I'll tell you what it would look like to the rest of the network if anybody enacted your diabolical plot: suddenly somebody starts submitting invalid blocks to the network at regular intervals and only those who are monitoring for weird traffic like that even notice, then the block solve rate slightly sags until the difficulty automatically adjusts. Congratulations, you've turned your massive hashing advantage into an incredibly expensive joke.


> I.e. These rules CHANGE, and since they change(and have changed in the past) if you can convince a majority, you can change the rules to be whatever you want.

False, everyone running a node is enforcing whatever rules their node is written to enforce.

You could have 99% of the hashpower, if you generated a block saying that Coinbase is handing over all their Bitcoin to you (with an invalid signature because you don't have their private key), their node and the nodes of most/all exchanges and businesses would just go "lol, wtf is this shit, not a valid block because it has a transaction with an invalid signature, ignored".

A majority of hashpower is not the same as a majority of economic participants.


> If I had >50% hashing power of BTC(for exactly 1 transaction), I can make the current chain say anything I want, like give me all the BTC, and it would become valid and "permanent".

No, this is a big misunderstanding of how it works.
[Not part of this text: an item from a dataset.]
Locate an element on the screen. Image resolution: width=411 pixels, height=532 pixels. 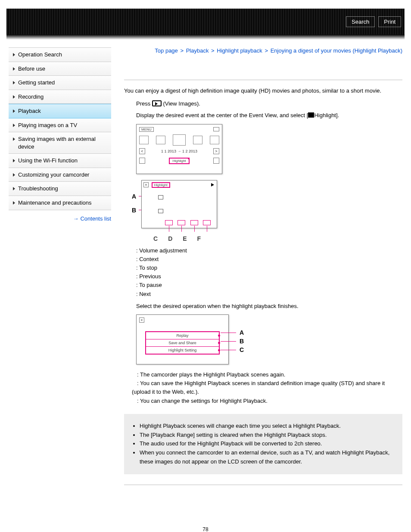
search-button: Search is located at coordinates (360, 22).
Having more than 50% doesn't give you superpowers, it just means that you're able to create VALID blocks faster than the rest of the network combined (creating invalid blocks is useless), which allows you to censor transactions (by not including them in your blocks, which will be the chain with more work because you have 50%+) and you can TRY to do double-spends.

A double-spend gets exponentially harder and more expensive to pull off the longer your target waits before considering the original transaction final, because you'll have to rebuild all the blocks generated since that transaction was included in the chain, so that your parallel chain that doesn't include that transaction becomes the chain with the most work that everyone follows.


What I'm saying is that, if enough big players like Coinbase et al. started saying "oh there's a BTC glitch, you need to pull a new state file..." then a huge number of people would do it. Not all, but you don't need all - just enough.


Again, if they don't control 51%, their new statefile would be pointless, unless they did a hard-fork, but if I have the resources for a 51% attack on the current fork, chances are I have the same capability on the new fork.

The only way what you propose would work would be if they could cobble together enough resources to break my 51% control.

So BTC would go 100% bust if someone managed a 51% attack. The question is, can someone with 1 transaction of 51% get enough converted to USD/etc before enough people noticed. Otherwise the financial incentive isn't there to try. I'd guess no matter what, it would be a huge fricking mess and if you did it in a country that didn't like you, it probably wouldn't end well for you years later when whatever govt you live in gets around to ruining your life, even if you managed to extract a few billion.

Because you know the exchanges like Coinbase as soon as they noticed would do their best to stop you(as it's in their best interest).


> This is ignoring that if you own 51% of the network, you are free to just rewind the chain back to whatever you think is suitable, and rebuild it from that point on.

Not exactly, for every block you rewind there is extra work you have to do, to the point where it may take you close to 2 years to rewind 1 year's worth of blocks (because while you're doing that the rest of the network is still creating new blocks).

It gets exponentially harder/more expensive the further back you want to go.